학술논문

Fast Execution of Simultaneous Breadth-First Searches on Sparse Graphs
Document Type
Conference
Source
2015 IEEE 21st International Conference on Parallel and Distributed Systems (ICPADS) Parallel and Distributed Systems (ICPADS), 2015 IEEE 21st International Conference on. :9-18 Dec, 2015
Subject
Communication, Networking and Broadcast Technologies
Computing and Processing
Graphics processing units
Algorithm design and analysis
Search problems
Parallel processing
Hardware
Manuals
Measurement
Language
ISSN
1521-9097
Abstract
The construction of efficient parallel graph algorithms is important for quickly solving problems in areas such as urban planning, social network analysis, and hardware verification. Existing GPU implementations of graph algorithms tend to be monolithic and thus contributions from the literature are typically rebuilt rather than reused. Recent work has focused on traversal-based abstractions that efficiently execute a single breadth-first search or enact algorithms in the “think like a vertex” paradigm. However, graph analytics such as the all-pairs shortest paths problem, diameter computations, betweenness centrality, and reachability querying require the execution of many such graph traversals. Typically, these traversals are independent of one another and can thus be executed in parallel.

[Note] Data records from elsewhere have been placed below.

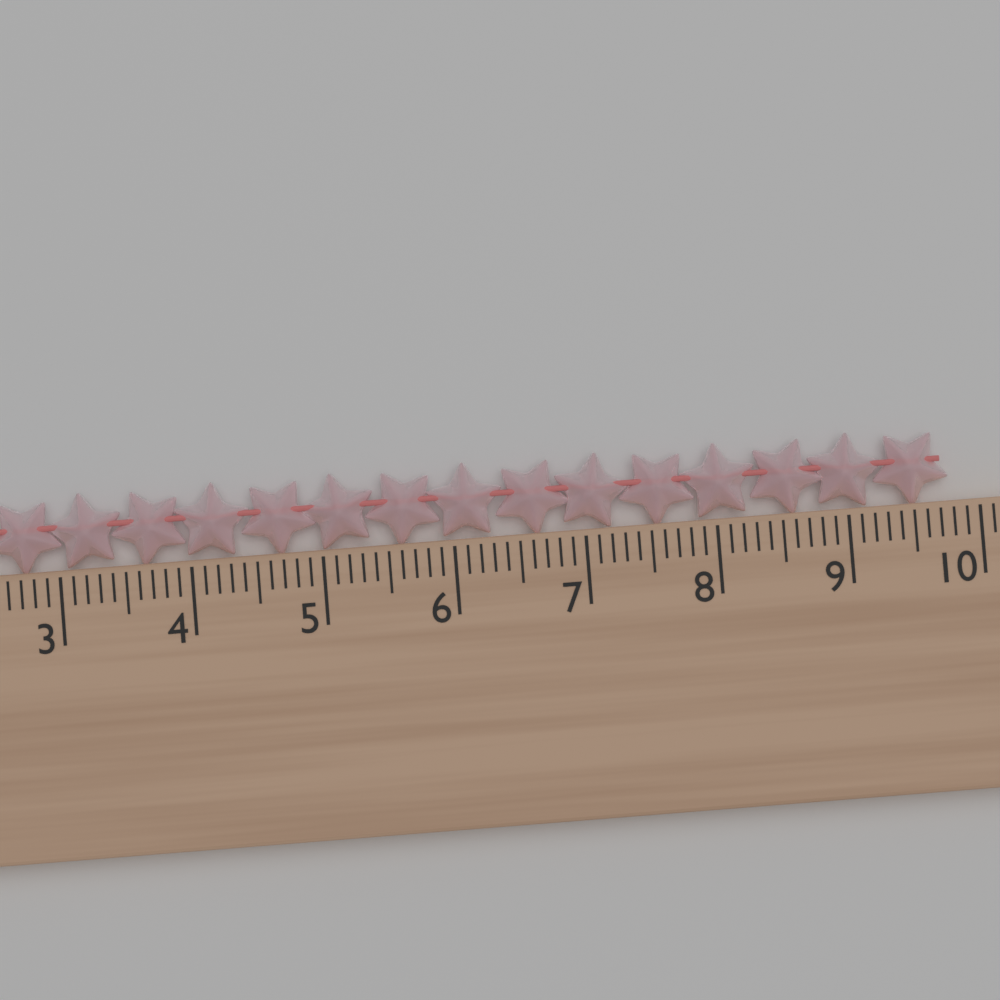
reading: 9.8 cm
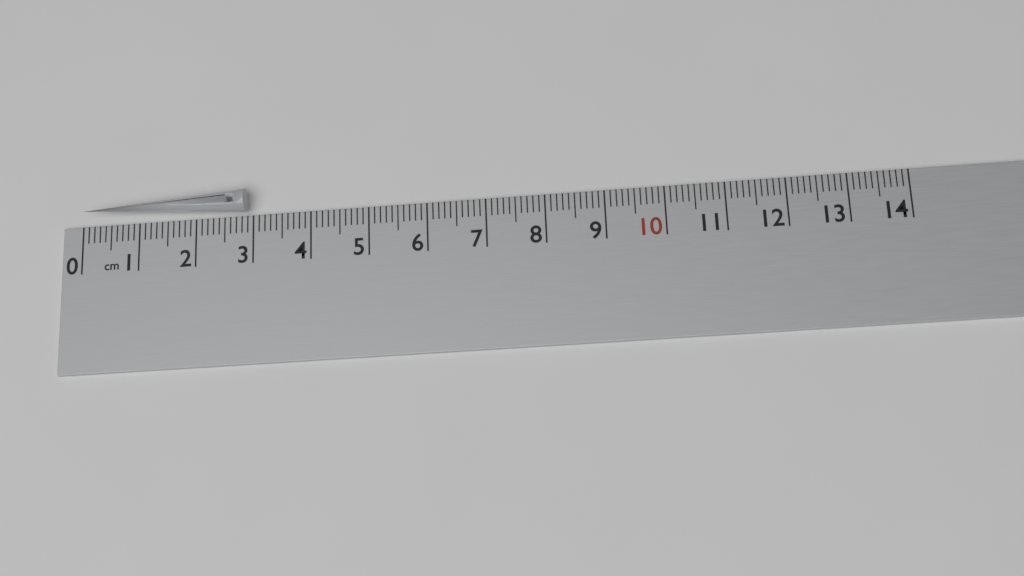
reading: 2.9 cm
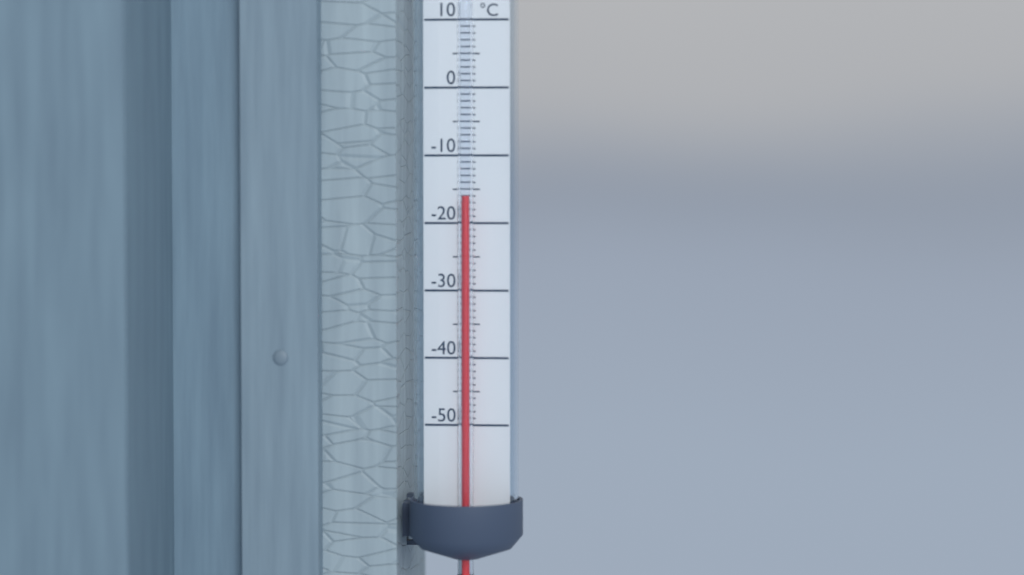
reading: -16 °C
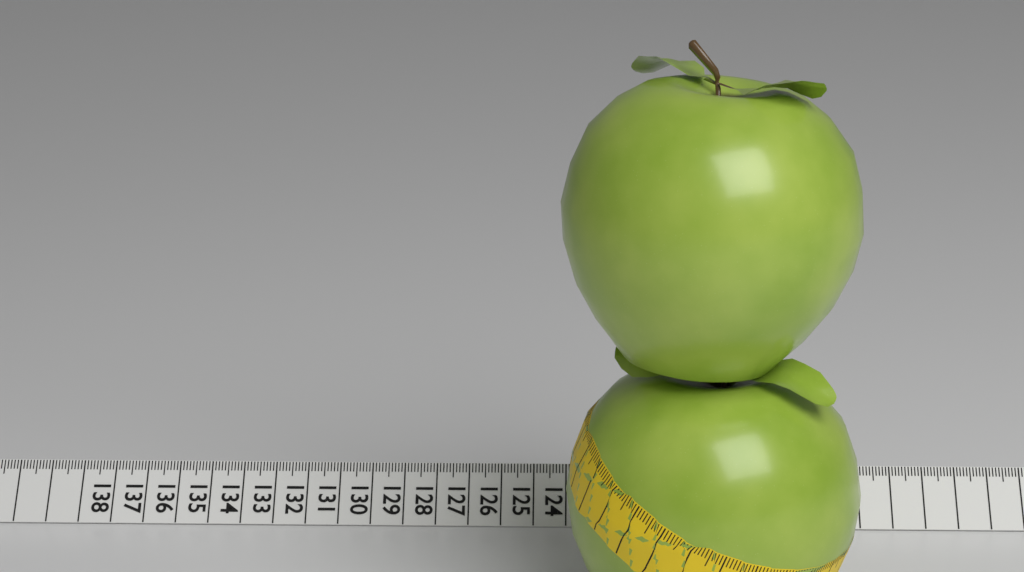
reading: 124.0 (no unit)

This paper presents multi-search, a simple abstraction that is designed for graph algorithms requiring many breadth-first searches that can be executed simultaneously. Although algorithms have implicitly leveraged this abstraction in the past, we provide an explicit, reusable implementation that efficiently maps this abstraction to the GPU, performing more than twice as fast as previous approaches on large graphs of varying diameter. This approach allows us to scale our APSP implementation to graphs with millions of vertices using a single GPU whereas prior approaches were either constrained to much smaller graph instances or required large supercomputers to process graphs of similar size. To show the flexibility of our abstraction, we use it to express betweenness centrality and achieve more than a 5.82x average speedup over parallel CPU implementations from existing frameworks and a 2.24x average speedup over a manual, highly optimized GPU implementation of the algorithm.